Computing Maximal Chains
Alberto Marcone, Antonio Montalb\'an, Richard A. Shore

TL;DR
The paper proves that while maximal chains exist in all well partial orders, they cannot be computed by hyperarithmetic sets, but almost all sets in the sense of category can compute such chains.
Contribution
It establishes the non-computability of maximal chains in all computable wpos by hyperarithmetic sets and characterizes the sets capable of computing strongly maximal chains.
Findings
Hyperarithmetic sets cannot compute maximal chains in all computable wpos.
Almost every set in the sense of category can compute maximal chains.
Sets that compute strongly maximal chains are exactly those that compute all hyperarithmetic sets.
Abstract
In 1967 Wolk proved that every well partial order (wpo) has a maximal chain; that is a chain of maximal order type. (Note that all chains in a wpo are well-ordered.) We prove that such maximal chain cannot be found computably, not even hyperarithmetically: No hyperarithmetic set can compute maximal chains in all computable wpos. However, we prove that almost every set, in the sense of category, can compute maximal chains in all computable wpos. Wolk's original result actually shows that every wpo has a strongly maximal chain, which we define below. We show that a set computes strongly maximal chains in all computable wpo if and only if it computes all hyperarithmetic sets.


Task brief
Without changing anything, reproduce every record below.

Data records
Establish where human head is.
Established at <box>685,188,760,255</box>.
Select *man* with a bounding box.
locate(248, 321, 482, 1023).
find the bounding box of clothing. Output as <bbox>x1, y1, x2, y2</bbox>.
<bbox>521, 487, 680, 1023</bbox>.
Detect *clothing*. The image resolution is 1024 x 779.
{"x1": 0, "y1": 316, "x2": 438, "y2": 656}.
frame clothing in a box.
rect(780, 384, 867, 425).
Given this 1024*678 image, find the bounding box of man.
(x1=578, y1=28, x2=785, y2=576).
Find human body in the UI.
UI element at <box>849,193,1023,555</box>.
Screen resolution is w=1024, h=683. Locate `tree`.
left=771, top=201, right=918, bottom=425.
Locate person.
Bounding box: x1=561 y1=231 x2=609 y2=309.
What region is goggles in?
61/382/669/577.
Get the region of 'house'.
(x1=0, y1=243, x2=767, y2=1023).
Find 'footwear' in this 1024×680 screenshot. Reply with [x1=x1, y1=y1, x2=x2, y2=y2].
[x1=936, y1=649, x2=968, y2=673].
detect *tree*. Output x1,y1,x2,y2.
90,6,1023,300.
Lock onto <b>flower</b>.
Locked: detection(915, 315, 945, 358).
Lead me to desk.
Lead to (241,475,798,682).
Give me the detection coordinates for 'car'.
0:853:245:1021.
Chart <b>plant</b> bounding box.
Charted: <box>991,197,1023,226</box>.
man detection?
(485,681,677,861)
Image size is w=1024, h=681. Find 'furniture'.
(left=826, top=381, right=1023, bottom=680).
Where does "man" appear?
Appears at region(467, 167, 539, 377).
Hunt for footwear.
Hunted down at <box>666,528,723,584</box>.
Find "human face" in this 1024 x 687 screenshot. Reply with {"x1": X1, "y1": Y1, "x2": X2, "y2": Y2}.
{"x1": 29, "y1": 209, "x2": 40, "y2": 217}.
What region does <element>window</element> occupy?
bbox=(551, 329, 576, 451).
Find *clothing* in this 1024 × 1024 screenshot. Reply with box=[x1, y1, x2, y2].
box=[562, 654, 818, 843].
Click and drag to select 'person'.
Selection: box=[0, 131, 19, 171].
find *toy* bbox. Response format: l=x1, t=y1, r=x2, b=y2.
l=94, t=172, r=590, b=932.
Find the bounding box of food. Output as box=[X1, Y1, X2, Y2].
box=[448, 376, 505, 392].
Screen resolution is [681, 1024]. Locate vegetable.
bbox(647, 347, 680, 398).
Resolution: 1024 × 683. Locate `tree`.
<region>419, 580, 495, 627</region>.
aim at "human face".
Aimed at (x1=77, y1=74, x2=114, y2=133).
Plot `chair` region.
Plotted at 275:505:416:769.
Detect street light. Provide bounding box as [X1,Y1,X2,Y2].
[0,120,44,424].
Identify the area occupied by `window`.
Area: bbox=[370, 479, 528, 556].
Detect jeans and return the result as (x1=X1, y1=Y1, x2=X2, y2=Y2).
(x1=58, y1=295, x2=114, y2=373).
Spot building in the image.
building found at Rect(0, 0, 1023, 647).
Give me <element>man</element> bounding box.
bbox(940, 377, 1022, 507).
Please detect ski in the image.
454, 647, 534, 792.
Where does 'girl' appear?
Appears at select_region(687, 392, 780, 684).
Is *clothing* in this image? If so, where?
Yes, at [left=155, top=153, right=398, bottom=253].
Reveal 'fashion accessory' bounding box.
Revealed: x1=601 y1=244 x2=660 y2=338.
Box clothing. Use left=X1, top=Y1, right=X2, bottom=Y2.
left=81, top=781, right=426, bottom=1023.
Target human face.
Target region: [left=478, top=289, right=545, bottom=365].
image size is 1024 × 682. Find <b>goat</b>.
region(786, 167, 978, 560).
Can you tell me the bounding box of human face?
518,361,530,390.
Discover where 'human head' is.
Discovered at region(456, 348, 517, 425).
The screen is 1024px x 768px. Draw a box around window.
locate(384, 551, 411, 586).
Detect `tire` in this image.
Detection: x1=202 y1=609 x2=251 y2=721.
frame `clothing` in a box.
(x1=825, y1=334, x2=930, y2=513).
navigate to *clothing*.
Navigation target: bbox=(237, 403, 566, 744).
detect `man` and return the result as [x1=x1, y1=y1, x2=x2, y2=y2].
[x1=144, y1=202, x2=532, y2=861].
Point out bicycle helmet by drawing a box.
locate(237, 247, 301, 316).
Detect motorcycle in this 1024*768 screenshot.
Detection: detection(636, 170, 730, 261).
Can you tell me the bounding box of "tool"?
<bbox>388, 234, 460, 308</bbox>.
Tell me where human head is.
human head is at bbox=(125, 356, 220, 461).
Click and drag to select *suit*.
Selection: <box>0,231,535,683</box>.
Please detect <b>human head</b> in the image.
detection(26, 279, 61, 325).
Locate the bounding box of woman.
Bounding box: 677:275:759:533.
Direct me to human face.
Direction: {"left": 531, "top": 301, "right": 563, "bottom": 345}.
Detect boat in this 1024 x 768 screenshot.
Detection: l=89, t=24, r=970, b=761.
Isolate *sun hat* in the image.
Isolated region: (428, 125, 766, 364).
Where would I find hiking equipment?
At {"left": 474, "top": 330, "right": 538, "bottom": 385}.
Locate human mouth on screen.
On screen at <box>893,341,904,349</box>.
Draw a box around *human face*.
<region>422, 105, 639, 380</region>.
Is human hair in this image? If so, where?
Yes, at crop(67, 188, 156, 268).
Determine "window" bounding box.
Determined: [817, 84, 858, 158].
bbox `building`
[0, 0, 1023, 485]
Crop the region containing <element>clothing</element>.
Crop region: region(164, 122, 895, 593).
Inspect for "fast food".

Answer space
Establish where human head is.
Established at <box>685,188,760,255</box>.
Select *man* with a bounding box.
locate(248, 321, 482, 1023).
find the bounding box of clothing. Output as <bbox>x1, y1, x2, y2</bbox>.
<bbox>521, 487, 680, 1023</bbox>.
Detect *clothing*. The image resolution is 1024 x 779.
{"x1": 0, "y1": 316, "x2": 438, "y2": 656}.
frame clothing in a box.
rect(780, 384, 867, 425).
Given this 1024*678 image, find the bounding box of man.
(x1=578, y1=28, x2=785, y2=576).
Find human body in the UI.
UI element at <box>849,193,1023,555</box>.
Screen resolution is w=1024, h=683. Locate `tree`.
left=771, top=201, right=918, bottom=425.
Locate person.
Bounding box: x1=561 y1=231 x2=609 y2=309.
What region is goggles in?
61/382/669/577.
Get the region of 'house'.
(x1=0, y1=243, x2=767, y2=1023).
Find 'footwear' in this 1024×680 screenshot. Reply with [x1=x1, y1=y1, x2=x2, y2=y2].
[x1=936, y1=649, x2=968, y2=673].
detect *tree*. Output x1,y1,x2,y2.
90,6,1023,300.
Lock onto <b>flower</b>.
Locked: detection(915, 315, 945, 358).
Lead me to desk.
Lead to (241,475,798,682).
Give me the detection coordinates for 'car'.
0:853:245:1021.
Chart <b>plant</b> bounding box.
Charted: <box>991,197,1023,226</box>.
man detection?
(485,681,677,861)
Image size is w=1024, h=681. Find 'furniture'.
(left=826, top=381, right=1023, bottom=680).
Where does "man" appear?
Appears at region(467, 167, 539, 377).
Hunt for footwear.
Hunted down at <box>666,528,723,584</box>.
Find "human face" in this 1024 x 687 screenshot. Reply with {"x1": X1, "y1": Y1, "x2": X2, "y2": Y2}.
{"x1": 29, "y1": 209, "x2": 40, "y2": 217}.
What region does <element>window</element> occupy?
bbox=(551, 329, 576, 451).
Find *clothing* in this 1024 × 1024 screenshot. Reply with box=[x1, y1, x2, y2].
box=[562, 654, 818, 843].
Click and drag to select 'person'.
Selection: box=[0, 131, 19, 171].
find *toy* bbox. Response format: l=x1, t=y1, r=x2, b=y2.
l=94, t=172, r=590, b=932.
Find the bounding box of food. Output as box=[X1, Y1, X2, Y2].
box=[448, 376, 505, 392].
Screen resolution is [681, 1024]. Locate vegetable.
bbox(647, 347, 680, 398).
Resolution: 1024 × 683. Locate `tree`.
<region>419, 580, 495, 627</region>.
aim at "human face".
Aimed at (x1=77, y1=74, x2=114, y2=133).
Plot `chair` region.
Plotted at 275:505:416:769.
Detect street light. Provide bounding box as [X1,Y1,X2,Y2].
[0,120,44,424].
Identify the area occupied by `window`.
Area: bbox=[370, 479, 528, 556].
Detect jeans and return the result as (x1=X1, y1=Y1, x2=X2, y2=Y2).
(x1=58, y1=295, x2=114, y2=373).
Spot building in the image.
building found at Rect(0, 0, 1023, 647).
Give me <element>man</element> bounding box.
bbox(940, 377, 1022, 507).
Please detect ski in the image.
454, 647, 534, 792.
Where does 'girl' appear?
Appears at select_region(687, 392, 780, 684).
Is *clothing* in this image? If so, where?
Yes, at [left=155, top=153, right=398, bottom=253].
Reveal 'fashion accessory' bounding box.
Revealed: x1=601 y1=244 x2=660 y2=338.
Box clothing. Use left=X1, top=Y1, right=X2, bottom=Y2.
left=81, top=781, right=426, bottom=1023.
Target human face.
Target region: [left=478, top=289, right=545, bottom=365].
image size is 1024 × 682. Find <b>goat</b>.
region(786, 167, 978, 560).
Can you tell me the bounding box of human face?
518,361,530,390.
Discover where 'human head' is.
Discovered at region(456, 348, 517, 425).
The screen is 1024px x 768px. Draw a box around window.
locate(384, 551, 411, 586).
Detect `tire` in this image.
Detection: x1=202 y1=609 x2=251 y2=721.
frame `clothing` in a box.
(x1=825, y1=334, x2=930, y2=513).
navigate to *clothing*.
Navigation target: bbox=(237, 403, 566, 744).
detect `man` and return the result as [x1=x1, y1=y1, x2=x2, y2=y2].
[x1=144, y1=202, x2=532, y2=861].
Point out bicycle helmet by drawing a box.
locate(237, 247, 301, 316).
Detect motorcycle in this 1024*768 screenshot.
Detection: detection(636, 170, 730, 261).
Can you tell me the bounding box of "tool"?
<bbox>388, 234, 460, 308</bbox>.
Tell me where human head is.
human head is at bbox=(125, 356, 220, 461).
Click and drag to select *suit*.
Selection: <box>0,231,535,683</box>.
Please detect <b>human head</b> in the image.
detection(26, 279, 61, 325).
Locate the bounding box of woman.
Bounding box: 677:275:759:533.
Direct me to human face.
Direction: {"left": 531, "top": 301, "right": 563, "bottom": 345}.
Detect boat in this 1024 x 768 screenshot.
Detection: l=89, t=24, r=970, b=761.
Isolate *sun hat* in the image.
Isolated region: (428, 125, 766, 364).
Where would I find hiking equipment?
At {"left": 474, "top": 330, "right": 538, "bottom": 385}.
Locate human mouth on screen.
On screen at <box>893,341,904,349</box>.
Draw a box around *human face*.
<region>422, 105, 639, 380</region>.
Is human hair in this image? If so, where?
Yes, at crop(67, 188, 156, 268).
Determine "window" bounding box.
Determined: [817, 84, 858, 158].
bbox `building`
[0, 0, 1023, 485]
Crop the region containing <element>clothing</element>.
Crop region: region(164, 122, 895, 593).
Inspect for "fast food".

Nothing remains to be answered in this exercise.